- Recorded information -
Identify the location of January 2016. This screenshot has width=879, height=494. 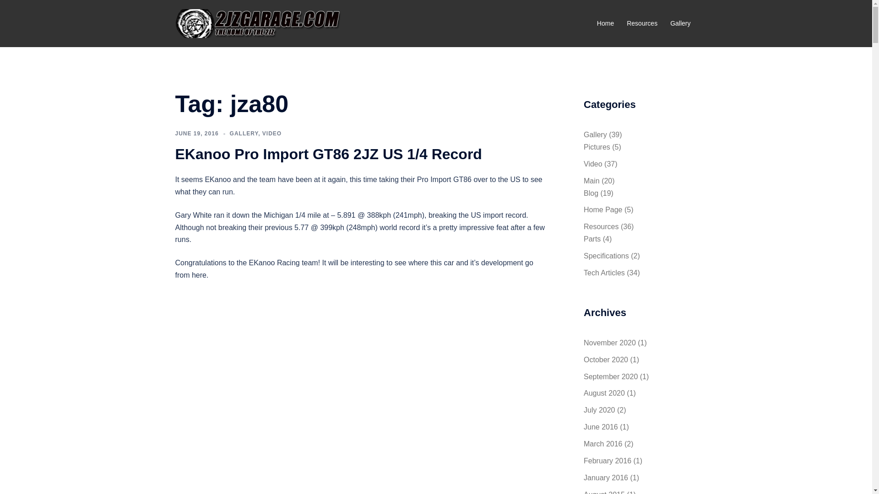
(606, 478).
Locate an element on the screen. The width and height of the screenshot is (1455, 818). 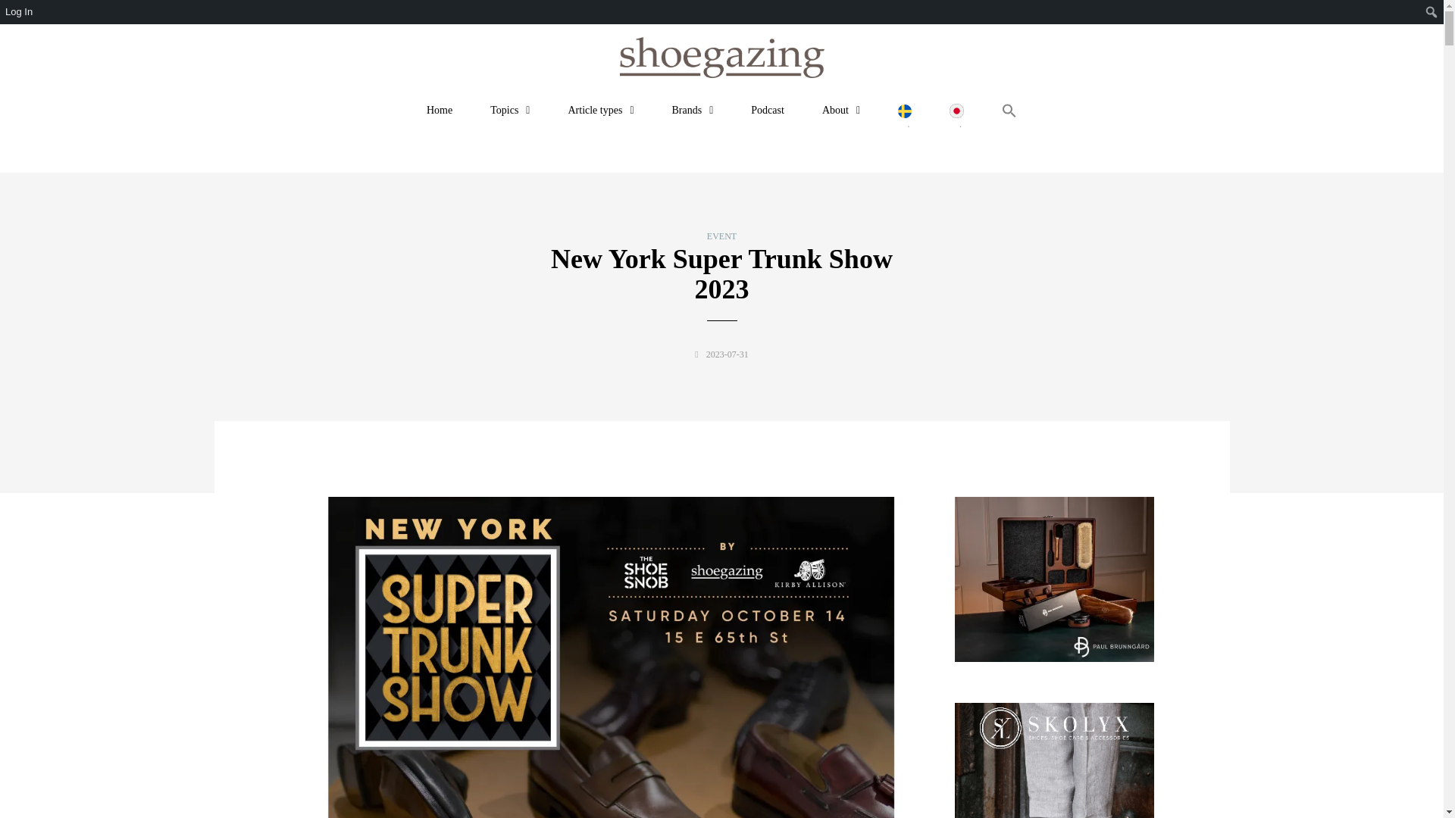
Home is located at coordinates (439, 111).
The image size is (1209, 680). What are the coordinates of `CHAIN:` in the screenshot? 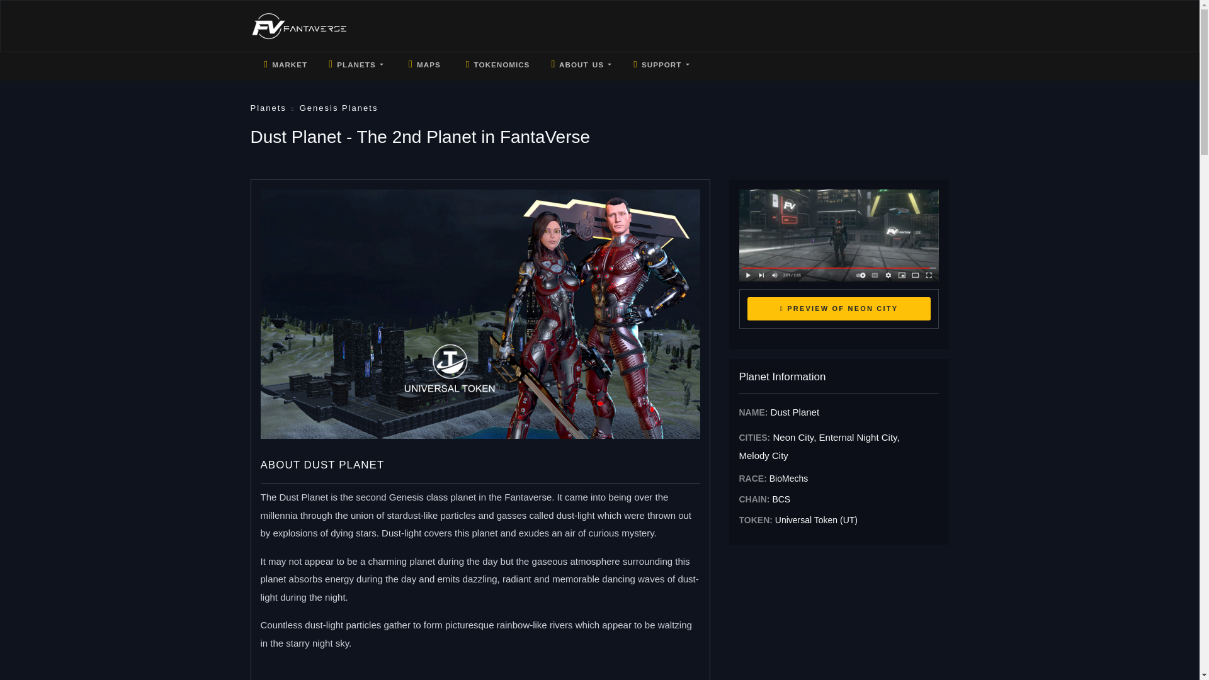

- Task prompt -
The records above must all be output exactly. Omit the images.

- Output -
Identify the location of January 2016. This screenshot has width=879, height=494. 
(606, 478).
Locate an element on the screen. The width and height of the screenshot is (1455, 818). 
Home is located at coordinates (439, 111).
The image size is (1209, 680). What are the coordinates of `CHAIN:` in the screenshot? 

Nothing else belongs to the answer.